So waiting for the 81 this morning, an Octopus doppelganger of sorts comes strolling up to the bus stop in Eagle Rock. This guy looked similar to the Octopus in many ways: dressed in business casual with the standard blue "no iron" shirt, generic tan slacks, comfortable shoes, satchel filled with newspapers and magazines. He looked very much like an associate at a downtown law firm, or maybe some kind of admin person in a nonprofit.
Anyhow, business casual man, young, thin, educated-looking, gets onto the mostly empty bus in Eagle Rock and sits on the outside seat of one of the two-seat rows, and puts his satchel on the inside seat. I can see where this is going. I sit, as I usually do, on the inside seat of one the two-seat rows.
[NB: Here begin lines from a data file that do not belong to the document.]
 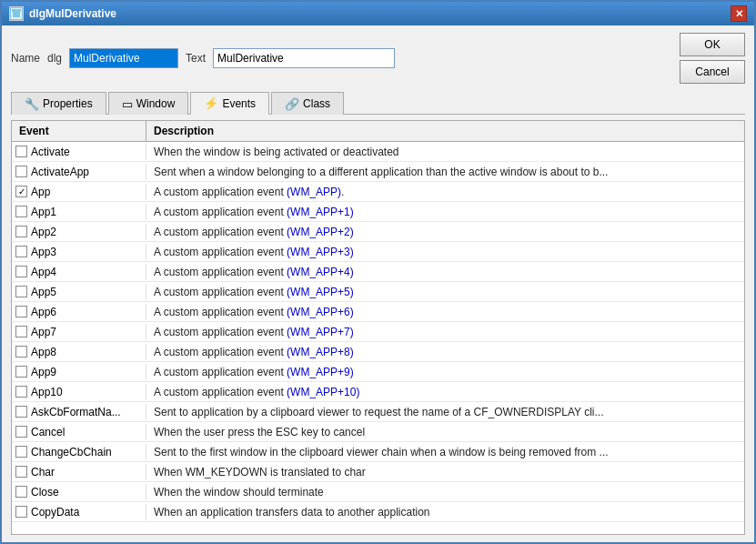 What do you see at coordinates (446, 152) in the screenshot?
I see `event-desc: When the window is being activated or de…` at bounding box center [446, 152].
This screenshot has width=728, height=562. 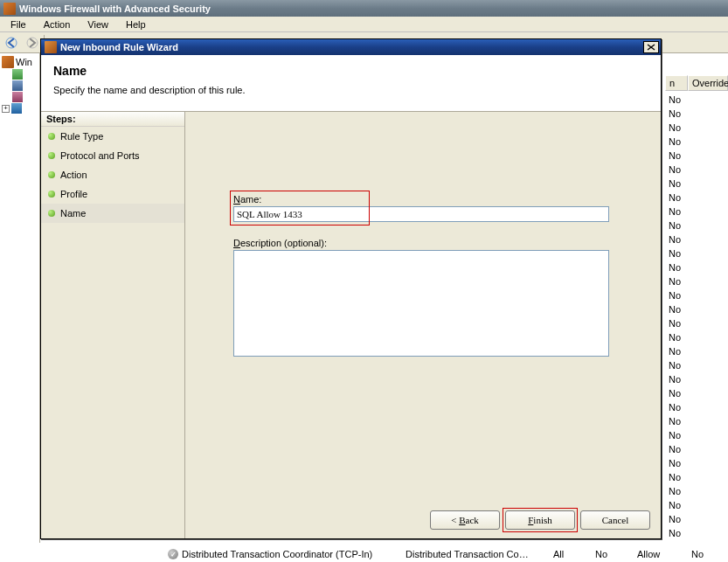 What do you see at coordinates (73, 194) in the screenshot?
I see `step-label: Profile` at bounding box center [73, 194].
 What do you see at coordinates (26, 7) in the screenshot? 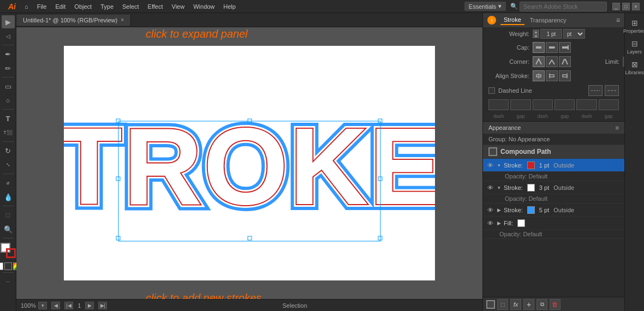
I see `home-btn: ⌂` at bounding box center [26, 7].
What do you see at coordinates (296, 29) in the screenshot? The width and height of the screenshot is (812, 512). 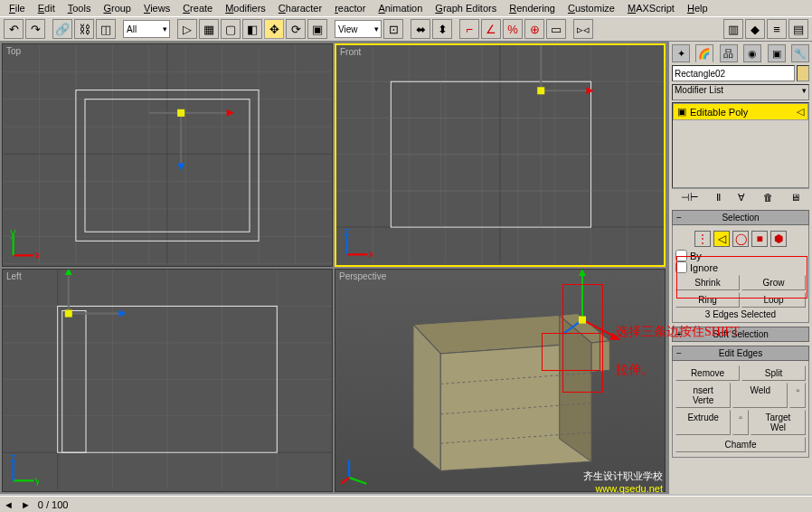 I see `select-rotate-button: ⟳` at bounding box center [296, 29].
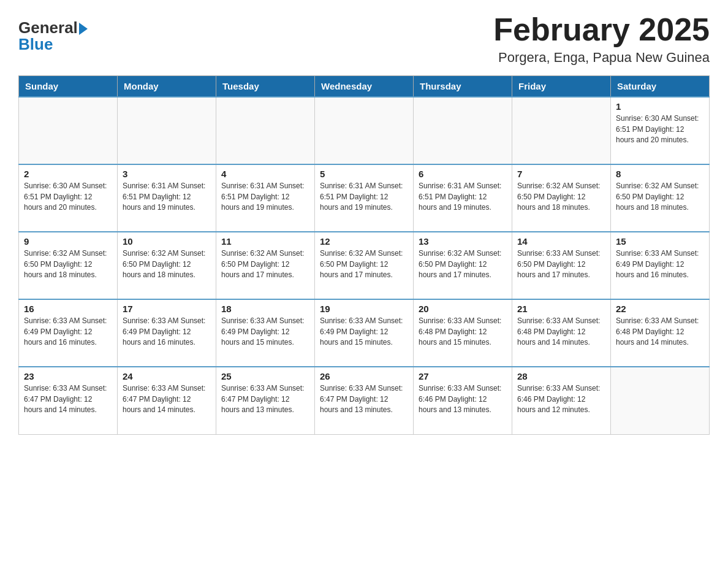 This screenshot has height=563, width=728. Describe the element at coordinates (561, 400) in the screenshot. I see `calendar-cell: 28Sunrise: 6:33 AM Sunset: 6:46 PM Dayli…` at that location.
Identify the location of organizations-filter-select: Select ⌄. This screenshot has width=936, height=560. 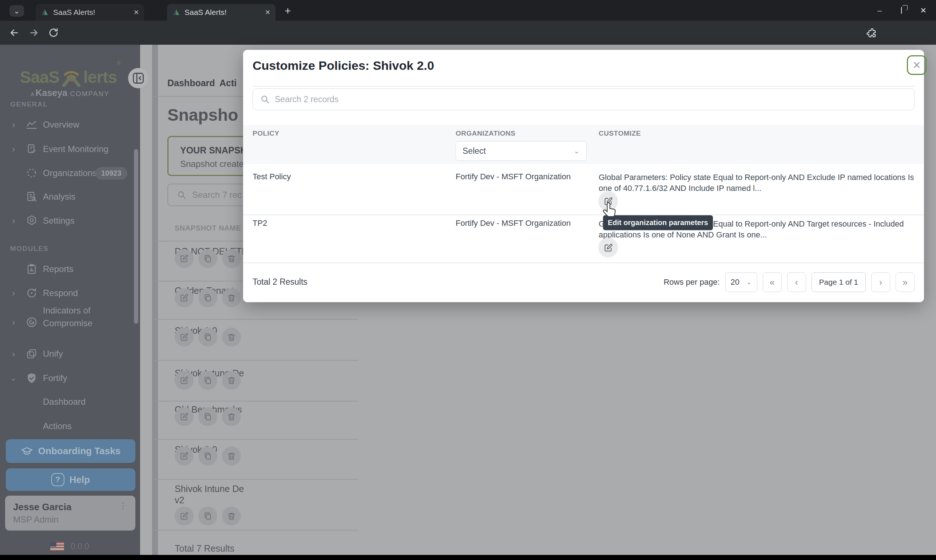
(521, 151).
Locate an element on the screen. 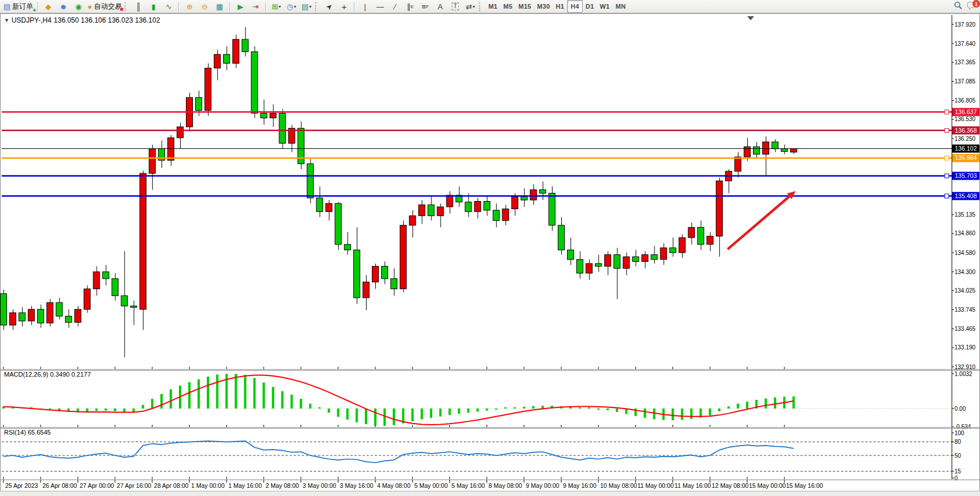  text-tool-button: A is located at coordinates (440, 6).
As we roll down Figueroa, the bus gets packed, and aisle begins to fill with people. I'm watching business casual man: he is studiously avoiding eye contact with any of the people hanging onto poles in the aisle (some of these people are elderly, no one looked pregnant). He remains buried in his magazine -- it looked like Harpers or The New Yorker, or something like that. His satchel remained on the inside seat. He was the only person on the bus to have his bag on the seat next to him.
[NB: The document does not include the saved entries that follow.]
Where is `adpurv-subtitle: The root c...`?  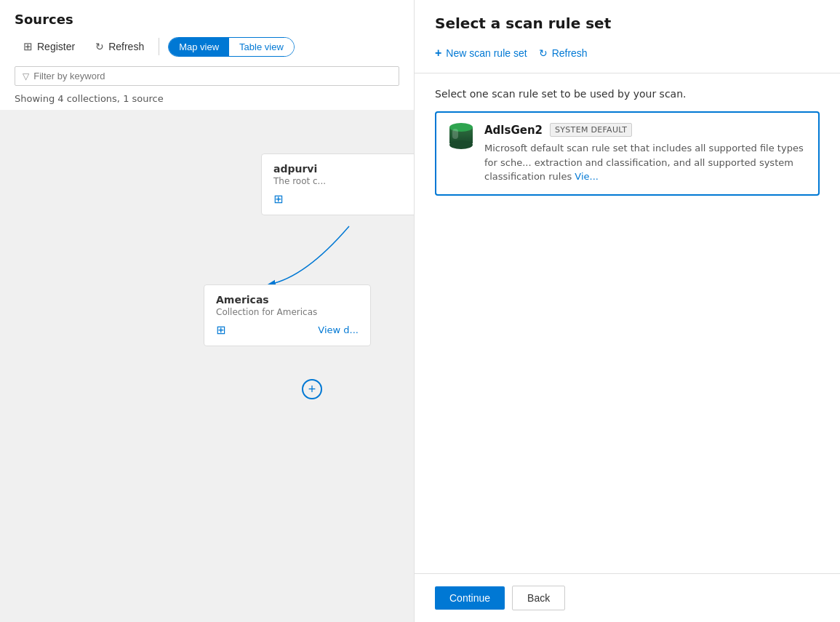 adpurv-subtitle: The root c... is located at coordinates (341, 181).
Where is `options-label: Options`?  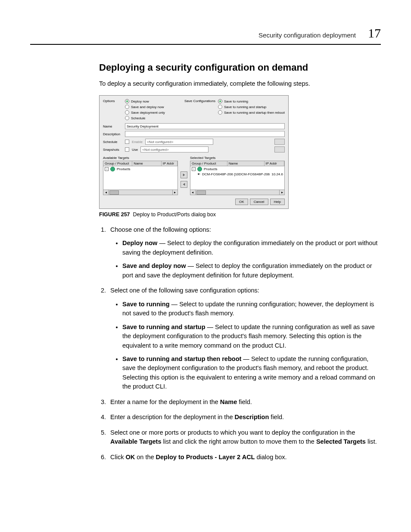 options-label: Options is located at coordinates (113, 110).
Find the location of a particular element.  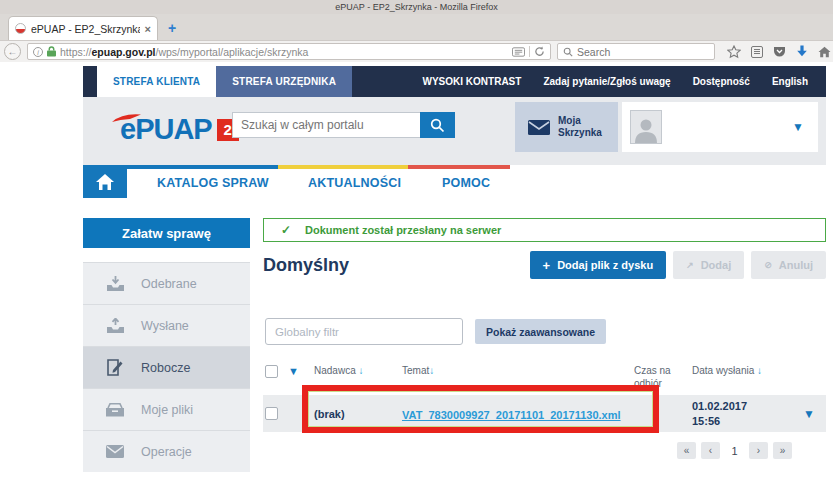

url-scheme: https:// is located at coordinates (76, 52).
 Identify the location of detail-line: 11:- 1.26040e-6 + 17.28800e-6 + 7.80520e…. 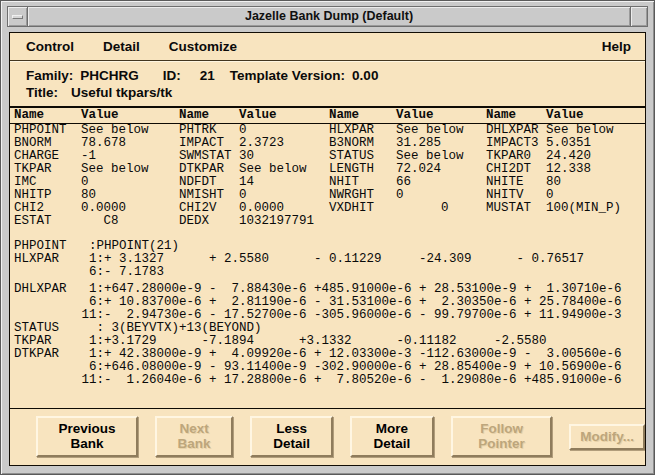
(330, 380).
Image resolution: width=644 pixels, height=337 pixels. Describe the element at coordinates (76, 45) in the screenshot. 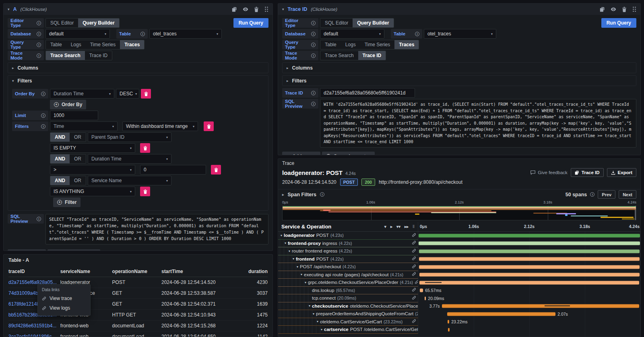

I see `query-type-logs: Logs` at that location.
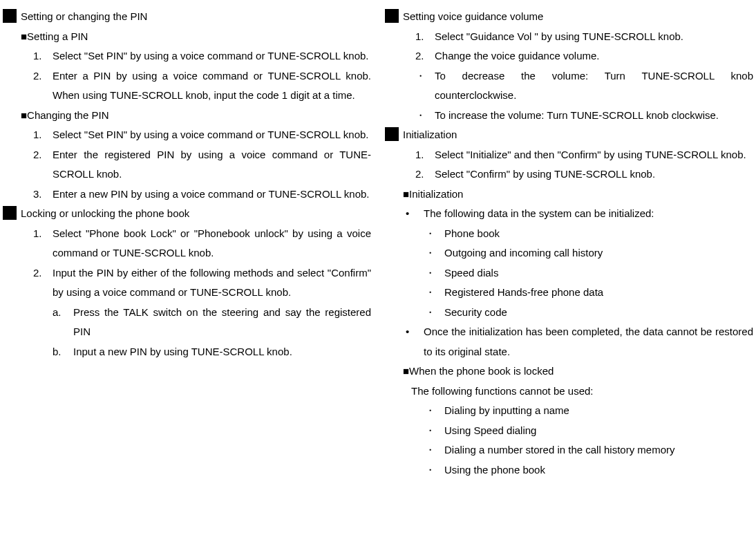 This screenshot has width=756, height=544. I want to click on numbered-list: 1. Select "Phone book Lock" or "Phoneboo…, so click(187, 293).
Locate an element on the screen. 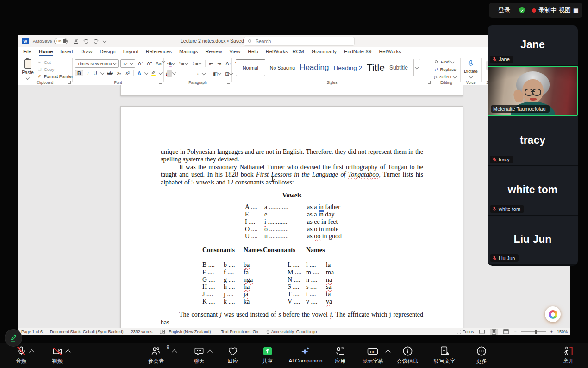  share-screen-button: 共享 is located at coordinates (268, 355).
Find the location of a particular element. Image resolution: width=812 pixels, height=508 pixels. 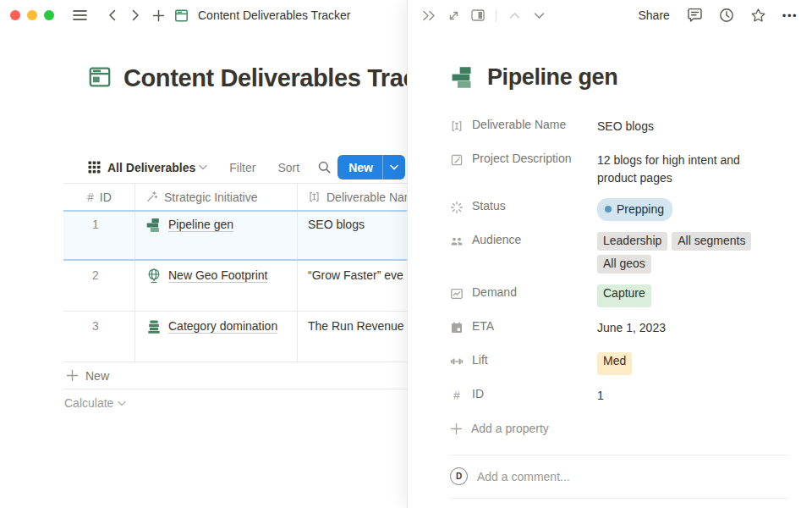

property-label-text: Status is located at coordinates (489, 206).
Linda WertheimerI'm not going to get all racial or class warrior -- insensitive people come in all stripes and colors -- but it was hard not to notice that business casual guy appeared to be the only "white collar" worker on the bus besides myself. And yes, he was the only white yuppie on the bus. He looked fit, relatively prosperous, and like he had been to grad school. He looked like he listened to NPR, read blogs, and sometimes watched C-Span. (How can the Octopus tell? We don't know. I may be totally wrong.)
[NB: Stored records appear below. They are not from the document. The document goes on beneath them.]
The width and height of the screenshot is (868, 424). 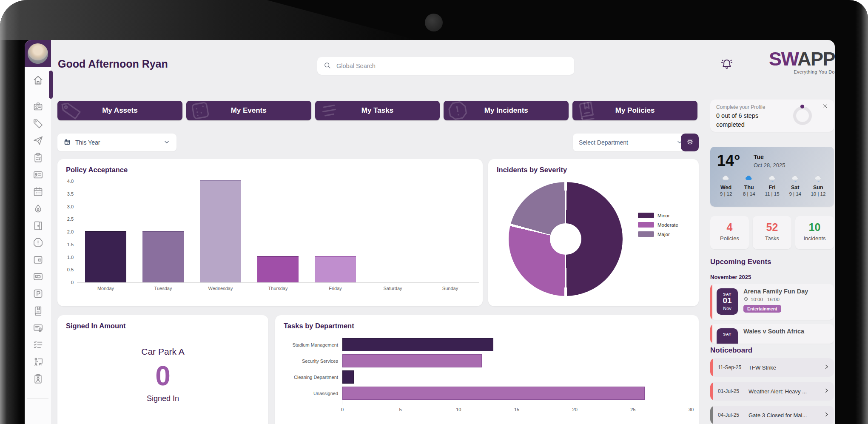 What do you see at coordinates (741, 107) in the screenshot?
I see `profile-card-title: Complete your Profile` at bounding box center [741, 107].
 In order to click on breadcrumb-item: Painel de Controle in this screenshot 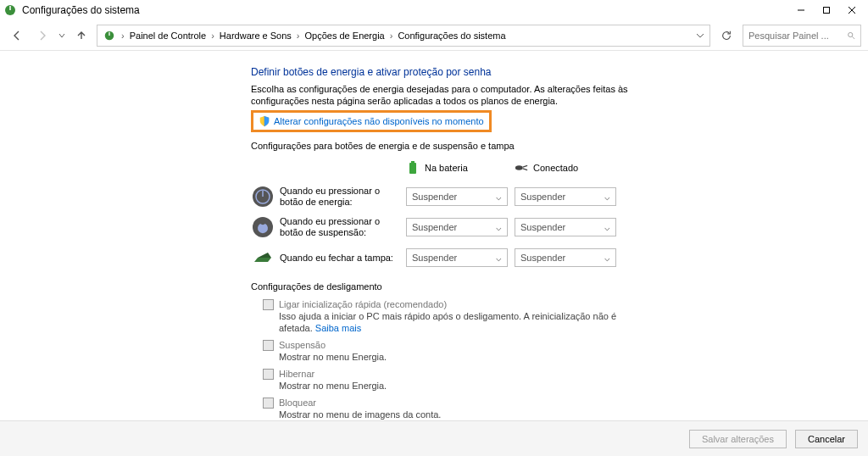, I will do `click(168, 36)`.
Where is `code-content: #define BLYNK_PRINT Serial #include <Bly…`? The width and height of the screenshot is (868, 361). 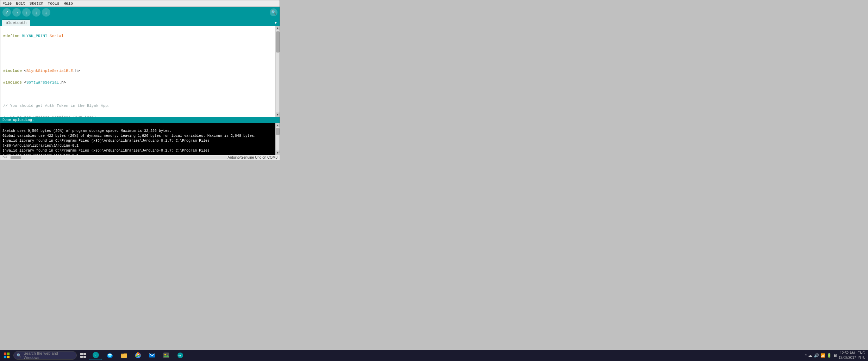 code-content: #define BLYNK_PRINT Serial #include <Bly… is located at coordinates (138, 71).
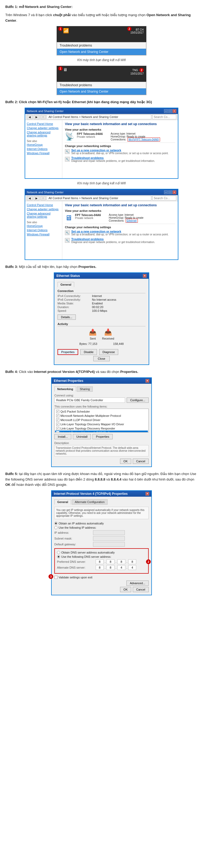 Image resolution: width=203 pixels, height=868 pixels. I want to click on sidebar-control-panel-home-2: Control Panel Home, so click(44, 205).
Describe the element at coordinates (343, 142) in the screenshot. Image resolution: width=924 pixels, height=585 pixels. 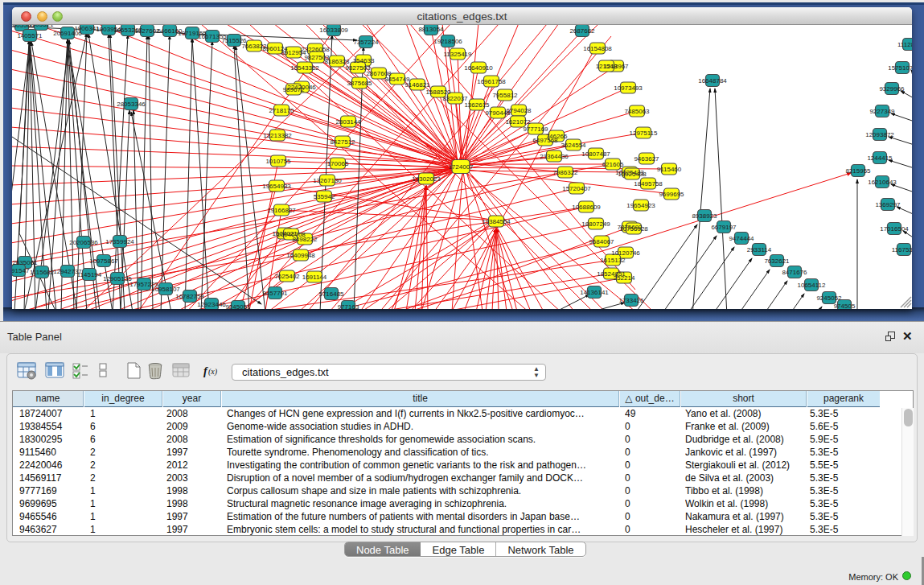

Now it's absolutely great that business casual man is riding the bus from his nice house in Eagle Rock to his job downtown. More people in our socioeconomic range need to give up their Corollas, Saabs, and, yes, even their Priuses, and get on the bus. Still, I couldn't help but read business casual man's actions as follows:
Sure, I'll ride the bus, because it's the right thing to do, it's civic-minded, it's good for the environment -- I saw "An Inconvenient Truth". I'll give up my comfortable car ride and listening to Linda Wertheimer as I sip my latte on the 2. But I'll be damned if I have to, on top of all that, be forced to sit crammed together with all manner of bus people, who often are less than pristine. I deserve, at the very least, to sit alone, unmolested.Maybe I'm being unfair, but that was my take. I don't really know. And it's true, as I've noted, sometimes stinky people ride the bus, and sometimes they sit and rub up next to you. Still, the picture of business casual man grinning at his nice little magazine with his satchel occupying the open seat next to him while people crammed into the aisle, tired like everyone else on a Friday morning, eyeing the open seat with longing, really irked me. It struck me as a familiar picture of a sense of privilege and entitlement, in a new context. It's probably a stupid thing to get hung up on, but whatever. Maybe I should've said something to the guy. It's a wonder no one else did.